The Supreme Court on Tuesday upheld an Indiana law that requires abortion providers to dispose of aborted fetuses in the same way as human remains, a sign that the conservative court is more open to abortion restrictions.
But the justices rejected the state’s appeal of a lower court ruling blocking a separate provision that would prevent a woman in Indiana from having an abortion based on gender, race or disability.
The high court, with two liberal justices dissenting, thus found a way perhaps to signal a greater receptivity to state restrictions in the area of abortion without yet welcoming a more direct challenge to abortion rights.
The court split 7-2 in allowing Indiana to enforce the requirement that clinics either bury or cremate fetal remains, reversing a ruling by a federal appeals court that had blocked it. The justices said in an unsigned opinion that the case does not involve limits on abortion rights.
Justices Ruth Bader Ginsburg and Sonia Sotomayor dissented. Ginsburg said in a short solo opinion that she believes that the issue does implicate a woman’s right to have an abortion “without undue interference from the state.”
The 7th U.S. Circuit Court of Appeals in Chicago had blocked both provisions of a law signed by Vice President Mike Pence in 2016 when he was Indiana’s governor.
The Supreme Court’s action Tuesday keeps it out of an election-year review of the Indiana law amid a flurry of new state laws that go the very heart of abortion rights. Alabama Gov. Kay Ivey this month signed a law that would ban virtually all abortions, even in cases of incest and rape, and subject doctors who perform them to criminal prosecution. That law has yet to take effect and is being challenged in court.
Other states have passed laws that would outlaw abortion once a fetal heartbeat has been detected, typically around six weeks of gestation.
Still, the high court is expected to hear at least one abortion-related case in its term that begins in October and ends in June 2020. In February, the justices blocked a Louisiana law that regulates abortion clinics, pending a full review.
The Indiana measure that would have prevented a woman from having an abortion for reasons related to race, gender or disability gets closer to the core abortion rights. While the justices declined to hear the state’s appeal of that blocked provision Tuesday, they indicated that their decision “expresses no view on the merits.”
Justice Clarence Thomas, who supports overturning the Roe v. Wade decision that first declared abortion rights, wrote a 20-page opinion in which he said the Indiana provision promotes “a state’s compelling interest in preventing abortion from becoming a tool of modern-day eugenics.” No other justice joined the opinion.
Thomas and Ginsburg also engaged in a brief battle of dueling footnotes in which Thomas said Ginsburg’s dissent “makes little sense.” Ginsburg wrote that Thomas’ footnote “displays more heat than light,” including Thomas’ calling a woman who has an abortion a mother. “A woman who exercises her constitutionally protected right to terminate a pregnancy is a not a ‘mother,’” she wrote.
One other noteworthy aspect of the court’s action Tuesday was the silence of liberal Justices Stephen Breyer and Elena Kagan, who vote regularly to uphold abortion rights.
By not joining their liberal colleagues in dissent, Breyer and Kagan helped Roberts in his desire to avoid, where possible, controversial outcomes that split the five conservatives and four liberals. The two also may have preserved their ability to negotiate with, if not influence, Roberts in other cases.
The court upheld the fetal remains provision under the least stringent standard of review courts employ. The legislation only needed to be rationally related to the state’s interest in the proper disposal of the remains, the court said. Indiana met that burden, it said.
The court said it is leaving open court challenges to similar laws under a higher legal standard.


Assigned task ▸
Read the lines of the data below and retrieve those with "series".
### Dataset records ###
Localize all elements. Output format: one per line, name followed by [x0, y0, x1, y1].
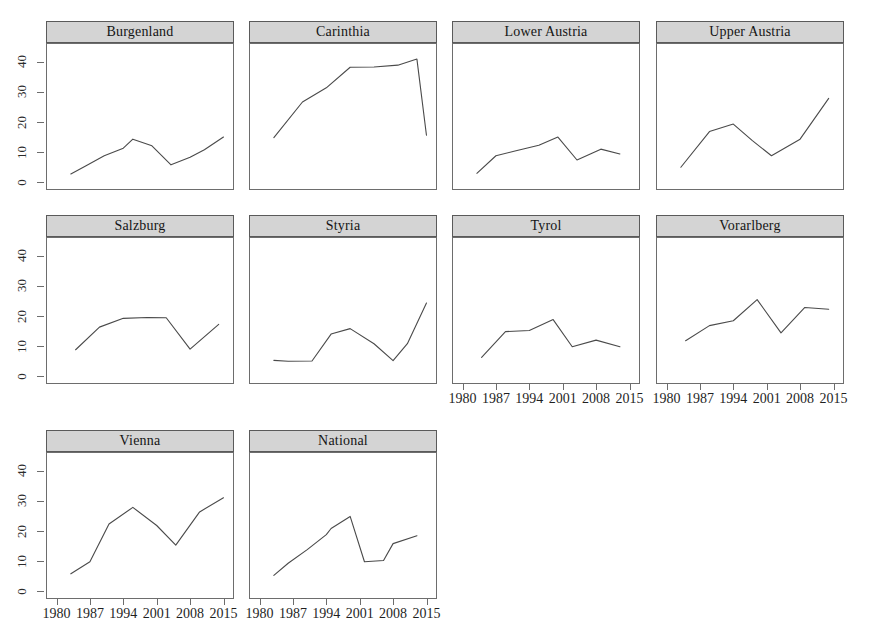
x-tick-mark: [260, 599, 261, 605]
panel-national: National: [249, 430, 437, 599]
panel-vorarlberg: Vorarlberg: [656, 215, 844, 384]
x-tick-mark: [157, 599, 158, 605]
y-tick-mark: [37, 122, 44, 123]
y-axis-row-3: 010203040: [0, 452, 46, 599]
plot-area-vorarlberg: [656, 237, 844, 384]
x-tick-label: 1980: [449, 392, 477, 406]
x-axis-3: 198019871994200120082015: [47, 599, 233, 627]
series-line-upper-austria: [681, 98, 829, 167]
y-tick-mark: [37, 376, 44, 377]
y-axis-row-2: 010203040: [0, 237, 46, 384]
y-tick-mark: [37, 286, 44, 287]
x-tick-mark: [596, 384, 597, 390]
x-axis-2: 198019871994200120082015: [657, 384, 843, 412]
x-tick-mark: [427, 599, 428, 605]
plot-area-salzburg: [46, 237, 234, 384]
x-tick-label: 2001: [346, 607, 374, 621]
x-tick-mark: [90, 599, 91, 605]
x-tick-label: 1980: [43, 607, 71, 621]
strip-header-styria: Styria: [249, 215, 437, 237]
x-tick-mark: [123, 599, 124, 605]
x-tick-label: 1994: [719, 392, 747, 406]
trellis-chart: Burgenland010203040CarinthiaLower Austri…: [0, 0, 869, 644]
x-tick-mark: [393, 599, 394, 605]
plot-area-styria: [249, 237, 437, 384]
y-tick-mark: [37, 316, 44, 317]
y-tick-mark: [37, 182, 44, 183]
x-tick-label: 2008: [379, 607, 407, 621]
x-tick-mark: [57, 599, 58, 605]
series-line-national: [274, 516, 417, 575]
x-tick-mark: [224, 599, 225, 605]
strip-label-national: National: [318, 434, 368, 448]
panel-tyrol: Tyrol: [452, 215, 640, 384]
strip-header-upper-austria: Upper Austria: [656, 21, 844, 43]
x-tick-label: 1987: [279, 607, 307, 621]
strip-label-vorarlberg: Vorarlberg: [719, 219, 780, 233]
y-tick-mark: [37, 62, 44, 63]
x-tick-mark: [529, 384, 530, 390]
x-tick-label: 1994: [515, 392, 543, 406]
series-line-vienna: [71, 498, 224, 574]
series-line-lower-austria: [477, 137, 620, 173]
plot-area-burgenland: [46, 43, 234, 190]
x-tick-mark: [563, 384, 564, 390]
strip-header-tyrol: Tyrol: [452, 215, 640, 237]
x-tick-label: 1994: [312, 607, 340, 621]
plot-area-tyrol: [452, 237, 640, 384]
x-tick-label: 2008: [786, 392, 814, 406]
x-tick-mark: [190, 599, 191, 605]
series-line-tyrol: [482, 320, 620, 358]
y-tick-mark: [37, 152, 44, 153]
x-tick-label: 2015: [413, 607, 441, 621]
x-tick-label: 2001: [549, 392, 577, 406]
strip-header-vienna: Vienna: [46, 430, 234, 452]
y-axis-row-1: 010203040: [0, 43, 46, 190]
y-tick-label: 30: [15, 79, 28, 105]
strip-label-carinthia: Carinthia: [316, 25, 370, 39]
x-tick-label: 2001: [753, 392, 781, 406]
x-tick-mark: [700, 384, 701, 390]
y-tick-mark: [37, 501, 44, 502]
x-tick-mark: [834, 384, 835, 390]
x-tick-mark: [326, 599, 327, 605]
panel-lower-austria: Lower Austria: [452, 21, 640, 190]
x-tick-mark: [733, 384, 734, 390]
x-tick-mark: [630, 384, 631, 390]
panel-carinthia: Carinthia: [249, 21, 437, 190]
strip-header-burgenland: Burgenland: [46, 21, 234, 43]
x-tick-mark: [767, 384, 768, 390]
strip-header-salzburg: Salzburg: [46, 215, 234, 237]
x-tick-label: 1987: [482, 392, 510, 406]
y-tick-label: 40: [15, 243, 28, 269]
x-tick-label: 2015: [210, 607, 238, 621]
y-tick-label: 10: [15, 548, 28, 574]
plot-area-upper-austria: [656, 43, 844, 190]
y-tick-label: 40: [15, 458, 28, 484]
plot-area-carinthia: [249, 43, 437, 190]
strip-header-vorarlberg: Vorarlberg: [656, 215, 844, 237]
y-tick-label: 30: [15, 488, 28, 514]
x-axis-1: 198019871994200120082015: [453, 384, 639, 412]
strip-label-upper-austria: Upper Austria: [709, 25, 791, 39]
x-tick-label: 2008: [176, 607, 204, 621]
y-tick-mark: [37, 346, 44, 347]
series-line-styria: [274, 303, 427, 361]
panel-vienna: Vienna: [46, 430, 234, 599]
strip-label-lower-austria: Lower Austria: [504, 25, 587, 39]
y-tick-label: 20: [15, 303, 28, 329]
strip-header-lower-austria: Lower Austria: [452, 21, 640, 43]
strip-label-burgenland: Burgenland: [106, 25, 173, 39]
series-line-burgenland: [71, 137, 224, 174]
strip-label-tyrol: Tyrol: [530, 219, 561, 233]
plot-area-vienna: [46, 452, 234, 599]
x-tick-label: 1994: [109, 607, 137, 621]
y-tick-label: 40: [15, 49, 28, 75]
plot-area-national: [249, 452, 437, 599]
y-tick-label: 0: [15, 363, 28, 389]
x-tick-mark: [463, 384, 464, 390]
strip-label-styria: Styria: [326, 219, 361, 233]
y-tick-mark: [37, 591, 44, 592]
plot-area-lower-austria: [452, 43, 640, 190]
x-tick-label: 1987: [686, 392, 714, 406]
###
Reply to the task ▸
series-line-upper-austria: [681, 98, 829, 167]
series-line-national: [274, 516, 417, 575]
series-line-vienna: [71, 498, 224, 574]
series-line-lower-austria: [477, 137, 620, 173]
series-line-tyrol: [482, 320, 620, 358]
series-line-styria: [274, 303, 427, 361]
series-line-burgenland: [71, 137, 224, 174]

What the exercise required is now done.